Scott Tibbs



Nature itself has "normalized" mass infection with COVID-19

By Scott Tibbs, March 8, 2024

Four years ago, our nation went through a dark time. The COVID-19 pandemic killed over one million Americans and millions more worldwide. According to the University of Nebraska, more than 77% of Americans "had antibodies from at least one prior infection." Death rates are down, hospitalizations are down, and we have learned to live with the virus the same way we have learned to live with influenza.

Obviously, COVID-19 is still dangerous. That is why it is important for vulnerable people to take steps to protect themselves, and why the rest of us need to take precautions when interacting with vulnerable populations. But some people want the entire population to be in the same lockdown and panic from March 2020. Washington Post reporter Taylor Lorenz posted a lengthy rant on BlueSky about "normalizing mass infection."

Lorenz claims to have a weakened immune system, so it makes sense for her to take extra precautions. But it simply is not true that "no infection" with COVID-19 is ever "safe." I know from personal experience. I was fully vaccinated and boosted when I got COVID-19 in 2022. I felt pretty bad on Saturday and Sunday, and was feeling much better by Monday. Tens of millions of people have had a COVID-19 infection with mild symptoms and resumed normal life with no long-term side effects. (Other than, perhaps, becoming radicalized against Communist China and the United Nations, which covered up the spread of the virus in the crucial early months of the pandemic.)

Lorenz sets up a straw man and knocks it over by shouting at people who (allegedly) claim viruses do not cause harm. (Do such people even exist?) The issue is not that viruses do not cause harm. Obviously that happens, as we saw with the horrifying Ebola outbreak in West Africa in 2014. Bacteria can also cause great harm, as we saw when United Nations "peacekeepers" murdered ten thousand people in Haiti by poisoning a critical water supply with cholera. But not all viruses and not all bacteria are the same, and are certainly not equally lethal.

Despite Lorenz' urging, people who are not especially vulnerable to COVID-19 are not going be wearing an N95 and avoiding crowds forever. That mentality was mostly finished by 2022. Her hysterical claim that people who do not mask up are participating in "eugenics" is both laughable and outrageous. This is exactly the kind of overheated rhetoric and demonization of dissenting opinions that destroyed trust in the medical establishment, the political class and the mainstream media in 2020/2021.

Four years after the COVID-19 pandemic, we need to be able to discuss public health policy reasonably. This means not equating people to Nazis because they do not wear a face covering when they are not sick. We can agree that reasonable precautions are necessary to protect the vulnerable, but not everyone is going to agree with every policy or how each individual should behave. Even the Center for Disease Control under Joe Biden is loosening isolation guidelines for people infected with the novel coronavirus. We all need to be a lot more tolerant of opposing opinions, and a lot less judgmental. We should not allow people like Taylor Lorenz to continue to divide us.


◆ **REQUIREMENT**
Write the data out again, word for word.

◆ **RECORDS TO PROCESS**
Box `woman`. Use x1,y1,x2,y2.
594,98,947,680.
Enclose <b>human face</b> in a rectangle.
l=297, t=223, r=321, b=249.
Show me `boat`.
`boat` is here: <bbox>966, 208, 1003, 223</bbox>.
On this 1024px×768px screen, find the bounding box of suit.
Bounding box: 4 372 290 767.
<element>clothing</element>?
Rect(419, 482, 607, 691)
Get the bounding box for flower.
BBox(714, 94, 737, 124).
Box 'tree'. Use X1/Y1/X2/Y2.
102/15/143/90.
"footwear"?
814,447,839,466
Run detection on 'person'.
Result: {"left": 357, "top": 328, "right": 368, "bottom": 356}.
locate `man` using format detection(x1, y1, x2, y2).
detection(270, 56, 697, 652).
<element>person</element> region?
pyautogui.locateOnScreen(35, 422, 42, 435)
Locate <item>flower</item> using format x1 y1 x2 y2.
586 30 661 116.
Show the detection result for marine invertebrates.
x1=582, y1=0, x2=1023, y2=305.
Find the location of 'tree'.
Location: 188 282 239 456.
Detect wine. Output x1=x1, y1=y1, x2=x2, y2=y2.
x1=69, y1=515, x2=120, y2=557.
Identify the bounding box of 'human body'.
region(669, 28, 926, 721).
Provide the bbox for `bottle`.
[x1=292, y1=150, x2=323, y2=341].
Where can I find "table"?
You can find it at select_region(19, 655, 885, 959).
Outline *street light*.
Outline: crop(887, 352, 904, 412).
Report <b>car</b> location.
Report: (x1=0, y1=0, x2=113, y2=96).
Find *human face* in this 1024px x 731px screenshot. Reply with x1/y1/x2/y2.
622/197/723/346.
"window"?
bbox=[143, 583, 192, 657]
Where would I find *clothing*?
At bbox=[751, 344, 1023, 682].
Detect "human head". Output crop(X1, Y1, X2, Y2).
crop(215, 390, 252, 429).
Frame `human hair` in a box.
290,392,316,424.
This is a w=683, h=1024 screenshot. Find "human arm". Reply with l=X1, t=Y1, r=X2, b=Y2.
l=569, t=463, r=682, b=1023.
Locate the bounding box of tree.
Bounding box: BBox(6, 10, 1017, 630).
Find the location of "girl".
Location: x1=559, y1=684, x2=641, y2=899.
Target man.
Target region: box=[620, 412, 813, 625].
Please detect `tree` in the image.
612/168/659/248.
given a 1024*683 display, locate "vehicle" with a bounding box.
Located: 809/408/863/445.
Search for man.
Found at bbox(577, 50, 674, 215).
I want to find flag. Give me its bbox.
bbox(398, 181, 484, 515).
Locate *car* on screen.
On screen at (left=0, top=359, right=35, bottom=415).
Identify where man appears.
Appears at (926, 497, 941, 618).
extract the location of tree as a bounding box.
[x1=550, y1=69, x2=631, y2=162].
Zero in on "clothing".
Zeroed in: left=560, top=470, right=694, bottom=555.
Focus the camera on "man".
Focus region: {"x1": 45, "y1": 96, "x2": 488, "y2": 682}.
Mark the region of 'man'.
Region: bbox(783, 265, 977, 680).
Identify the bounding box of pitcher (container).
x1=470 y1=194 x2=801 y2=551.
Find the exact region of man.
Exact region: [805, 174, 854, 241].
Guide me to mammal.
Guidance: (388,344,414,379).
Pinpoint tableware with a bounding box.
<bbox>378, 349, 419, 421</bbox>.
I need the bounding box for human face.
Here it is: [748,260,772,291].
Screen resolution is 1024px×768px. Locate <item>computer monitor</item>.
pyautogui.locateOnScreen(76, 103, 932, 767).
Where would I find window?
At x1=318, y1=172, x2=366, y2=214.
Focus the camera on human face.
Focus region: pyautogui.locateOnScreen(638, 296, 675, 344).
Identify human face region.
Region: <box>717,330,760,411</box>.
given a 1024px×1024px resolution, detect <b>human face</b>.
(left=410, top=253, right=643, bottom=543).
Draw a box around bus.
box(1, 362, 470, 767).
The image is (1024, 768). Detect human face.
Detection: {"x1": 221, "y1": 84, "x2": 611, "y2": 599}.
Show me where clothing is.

◆ **RESPONSE TO THE TASK**
Box `woman`. Use x1,y1,x2,y2.
594,98,947,680.
Enclose <b>human face</b> in a rectangle.
l=297, t=223, r=321, b=249.
Show me `boat`.
`boat` is here: <bbox>966, 208, 1003, 223</bbox>.
On this 1024px×768px screen, find the bounding box of suit.
Bounding box: 4 372 290 767.
<element>clothing</element>?
Rect(419, 482, 607, 691)
Get the bounding box for flower.
BBox(714, 94, 737, 124).
Box 'tree'. Use X1/Y1/X2/Y2.
102/15/143/90.
"footwear"?
814,447,839,466
Run detection on 'person'.
Result: {"left": 357, "top": 328, "right": 368, "bottom": 356}.
locate `man` using format detection(x1, y1, x2, y2).
detection(270, 56, 697, 652).
<element>person</element> region?
pyautogui.locateOnScreen(35, 422, 42, 435)
Locate <item>flower</item> using format x1 y1 x2 y2.
586 30 661 116.
Show the detection result for marine invertebrates.
x1=582, y1=0, x2=1023, y2=305.
Find the location of 'tree'.
Location: 188 282 239 456.
Detect wine. Output x1=x1, y1=y1, x2=x2, y2=y2.
x1=69, y1=515, x2=120, y2=557.
Identify the bounding box of 'human body'.
region(669, 28, 926, 721).
Provide the bbox for `bottle`.
[x1=292, y1=150, x2=323, y2=341].
Where can I find "table"?
You can find it at select_region(19, 655, 885, 959).
Outline *street light*.
Outline: crop(887, 352, 904, 412).
Report <b>car</b> location.
Report: (x1=0, y1=0, x2=113, y2=96).
Find *human face* in this 1024px x 731px screenshot. Reply with x1/y1/x2/y2.
622/197/723/346.
"window"?
bbox=[143, 583, 192, 657]
Where would I find *clothing*?
At bbox=[751, 344, 1023, 682].
Detect "human head". Output crop(X1, Y1, X2, Y2).
crop(215, 390, 252, 429).
Frame `human hair` in a box.
290,392,316,424.
This is a w=683, h=1024 screenshot. Find "human arm". Reply with l=X1, t=Y1, r=X2, b=Y2.
l=569, t=463, r=682, b=1023.
Locate the bounding box of tree.
Bounding box: BBox(6, 10, 1017, 630).
Find the location of "girl".
Location: x1=559, y1=684, x2=641, y2=899.
Target man.
Target region: box=[620, 412, 813, 625].
Please detect `tree` in the image.
612/168/659/248.
given a 1024*683 display, locate "vehicle" with a bounding box.
Located: 809/408/863/445.
Search for man.
Found at bbox(577, 50, 674, 215).
I want to find flag. Give me its bbox.
bbox(398, 181, 484, 515).
Locate *car* on screen.
On screen at (left=0, top=359, right=35, bottom=415).
Identify where man appears.
Appears at (926, 497, 941, 618).
extract the location of tree as a bounding box.
[x1=550, y1=69, x2=631, y2=162].
Zero in on "clothing".
Zeroed in: left=560, top=470, right=694, bottom=555.
Focus the camera on "man".
Focus region: {"x1": 45, "y1": 96, "x2": 488, "y2": 682}.
Mark the region of 'man'.
Region: bbox(783, 265, 977, 680).
Identify the bounding box of pitcher (container).
x1=470 y1=194 x2=801 y2=551.
Find the exact region of man.
Exact region: [805, 174, 854, 241].
Guide me to mammal.
Guidance: (388,344,414,379).
Pinpoint tableware with a bounding box.
<bbox>378, 349, 419, 421</bbox>.
I need the bounding box for human face.
Here it is: [748,260,772,291].
Screen resolution is 1024px×768px. Locate <item>computer monitor</item>.
pyautogui.locateOnScreen(76, 103, 932, 767).
Where would I find window?
At x1=318, y1=172, x2=366, y2=214.
Focus the camera on human face.
Focus region: pyautogui.locateOnScreen(638, 296, 675, 344).
Identify human face region.
Region: <box>717,330,760,411</box>.
given a 1024px×1024px resolution, detect <b>human face</b>.
(left=410, top=253, right=643, bottom=543).
Draw a box around bus.
box(1, 362, 470, 767).
The image is (1024, 768). Detect human face.
Detection: {"x1": 221, "y1": 84, "x2": 611, "y2": 599}.
Show me where clothing is.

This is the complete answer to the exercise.